The Standing Rock hunters, according to the Bismarck Tribune published on this date in 1883, killed over 1,100 buffalo on their first day of hunting on October 6. During the next two days, the Indians shot 5,000 bison. The group skinned and butchered the immense number of animals for three or four days; returning to the reservation on October 13th or 14th.

The white buffalo hunters then had their turn. Vic Smith of Dickinson, Frank Chase, and a host of white hunters took part in the killing of the last five thousand buffalo. Vic Smith declared that "when we got through [with] the hunt, there was not a hoof left."

No one really realized at the time that the last large herd of wild buffalo in the U.S. had perished there in northern Dakota Territory, near Hettinger and Dickinson.

For the Plains Indian tribes, the passing of the herds brought great sorrow.
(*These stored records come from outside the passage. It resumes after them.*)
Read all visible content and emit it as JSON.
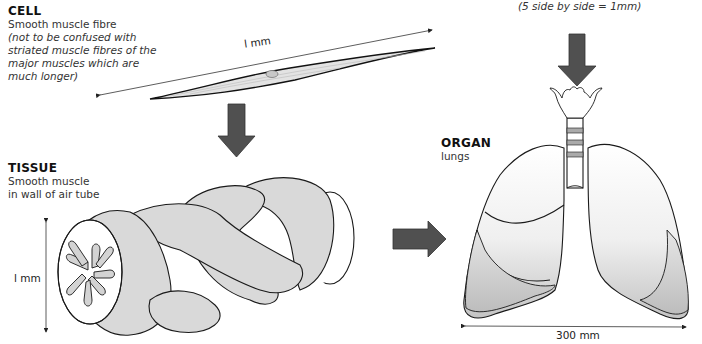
{
  "cell": {
    "heading": "CELL",
    "subtitle": "Smooth muscle fibre",
    "note_lines": [
      "(not to be confused with",
      "striated muscle fibres of the",
      "major muscles which are",
      "much longer)"
    ],
    "scale_label": "l mm"
  },
  "top_note": "(5 side by side = 1mm)",
  "tissue": {
    "heading": "TISSUE",
    "subtitle_lines": [
      "Smooth muscle",
      "in wall of air tube"
    ],
    "scale_label": "l mm"
  },
  "organ": {
    "heading": "ORGAN",
    "subtitle": "lungs",
    "scale_label": "300 mm"
  },
  "colors": {
    "arrow_fill": "#505050",
    "outline": "#1a1a1a",
    "muscle_fill": "#d9d9d9",
    "lung_light": "#f4f4f4",
    "lung_shade": "#c8c8c8"
  }
}
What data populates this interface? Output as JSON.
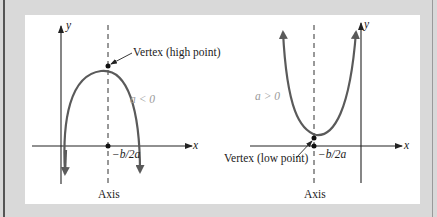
{
  "figure": {
    "colors": {
      "background_frame": "#d9d9d9",
      "panel": "#ffffff",
      "curve": "#5a5a5a",
      "axes": "#222222",
      "condition_label": "#9a9a9a"
    }
  },
  "left_graph": {
    "y_axis_label": "y",
    "x_axis_label": "x",
    "vertex_label": "Vertex (high point)",
    "condition_label": "a < 0",
    "x_intercept_label": "−b/2a",
    "axis_label": "Axis",
    "opens": "down"
  },
  "right_graph": {
    "y_axis_label": "y",
    "x_axis_label": "x",
    "vertex_label": "Vertex (low point)",
    "condition_label": "a > 0",
    "x_intercept_label": "−b/2a",
    "axis_label": "Axis",
    "opens": "up"
  }
}
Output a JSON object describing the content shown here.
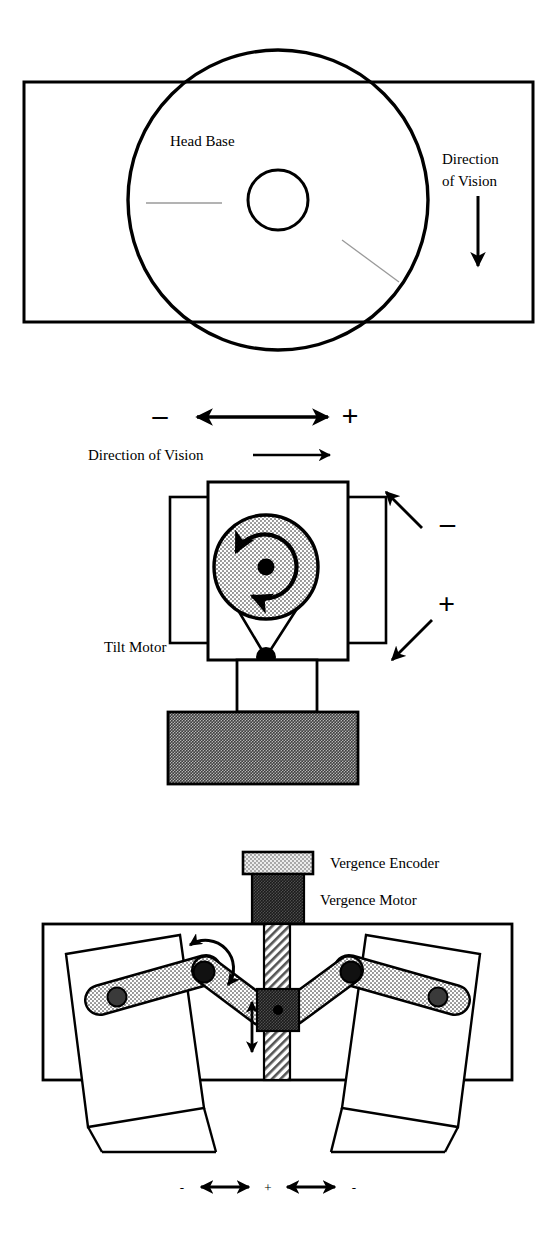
{
  "figure": {
    "background_color": "#ffffff",
    "line_color": "#000000",
    "panels": [
      {
        "id": "top-view",
        "name": "Head base top view",
        "labels": {
          "head_base": "Head Base",
          "direction_of_vision_line1": "Direction",
          "direction_of_vision_line2": "of Vision"
        }
      },
      {
        "id": "side-view",
        "name": "Tilt motor side view",
        "labels": {
          "direction_of_vision": "Direction of Vision",
          "tilt_motor": "Tilt Motor",
          "pan_minus": "–",
          "pan_plus": "+",
          "tilt_minus": "–",
          "tilt_plus": "+"
        }
      },
      {
        "id": "vergence-view",
        "name": "Vergence mechanism front view",
        "labels": {
          "vergence_encoder": "Vergence Encoder",
          "vergence_motor": "Vergence Motor",
          "left_minus": "-",
          "center_plus": "+",
          "right_minus": "-"
        }
      }
    ],
    "colors": {
      "stroke": "#000000",
      "fill_white": "#ffffff",
      "fill_light_stipple": "#cfcfcf",
      "fill_mid_gray": "#9a9a9a",
      "fill_dark_gray": "#4a4a4a",
      "fill_black": "#000000",
      "hairline": "#808080"
    }
  }
}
With the loss of their food source came the loss of their independence, for they now relied on the United States government for their very survival.
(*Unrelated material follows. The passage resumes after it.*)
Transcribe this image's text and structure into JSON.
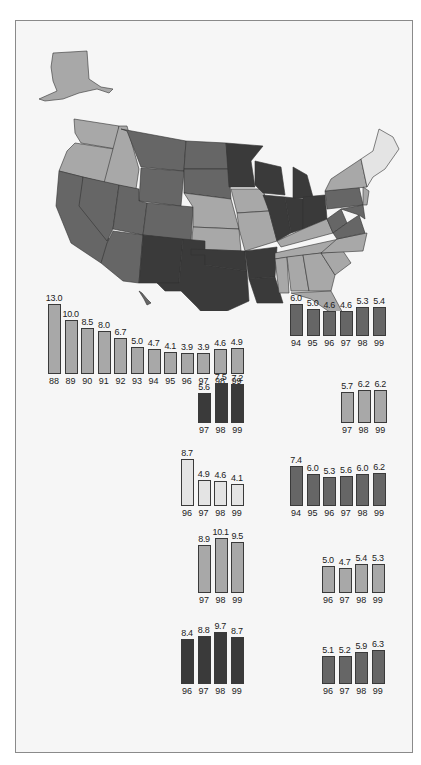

Dakota Datebook written by Dr. Steve Hoffbeck, History Department, MSU Moorhead.

SOURCES:

"Buffalo Near Bismarck," Bismarck Tribune, 12 October 1883, 3.

Letter of James H. Stewart, Acting U.S. Indian Agent at Standing Rock to E. M. Marble, Acting Commissioner of Indian Affairs, 19 October 1880, page 4, Document # S 3290, Letters Received By the Office of Indian Affairs, 1824-1880, Standing Rock Agency, 1875-1880, National Archives Microfilm Publications #234, Roll 852. The sanctioning of the hunt was controversial, see Harold Umber, "Interdepartmental Conflict Between Fort Yates and Standing Rock: Problems of Indian Administration, 1870-1881," North Dakota History, vol. 39, no. 3 (Summer 1972), 12.

Letter of James McLaughlin to the Commissioner of Indian Affairs, 7 October 1881, 1, document # 18063, Letters Received By the Commissioner of Indian Affairs, National Archives Microfilm, Roll 32.

Mr. West Laughlin of La Grace, a new town near Fort Yates, estimated the hunting party as numbering 3,000, in Bismarck Weekly Tribune, 2 November 1883, page 4, column 1. An article from the La Moure Progress also put the total at 3,000, as reprinted in The Dickinson Press, 27 October 1883, page 4, column 1. "Buffalo Near Bismarck," Bismarck Tribune, 12 October 1883, 3, also puts the number of hunters at 3,000.

“Indian Matters," Bismarck Tribune, 30 November 1883, 1.

Dickinson Press, 27 October 1883, page 4, column 1.

The Dickinson Press, 24 November 1883, page 1, column 6.

The Dickinson Press, 6 October 1883, page 1, column 6.

"Indian Matters," Bismarck Tribune, 30 November 1883, 1.

Dickinson Press, 13 October 1883, page 4, column 1; and 20 October 1883, page 1, column 7.

Vic. Smith quoted in William Temple Hornaday, The Extermination of the American Bison, Vol. IV (Ann Arbor, MI: Xerox University Microfilms, 1975), 512.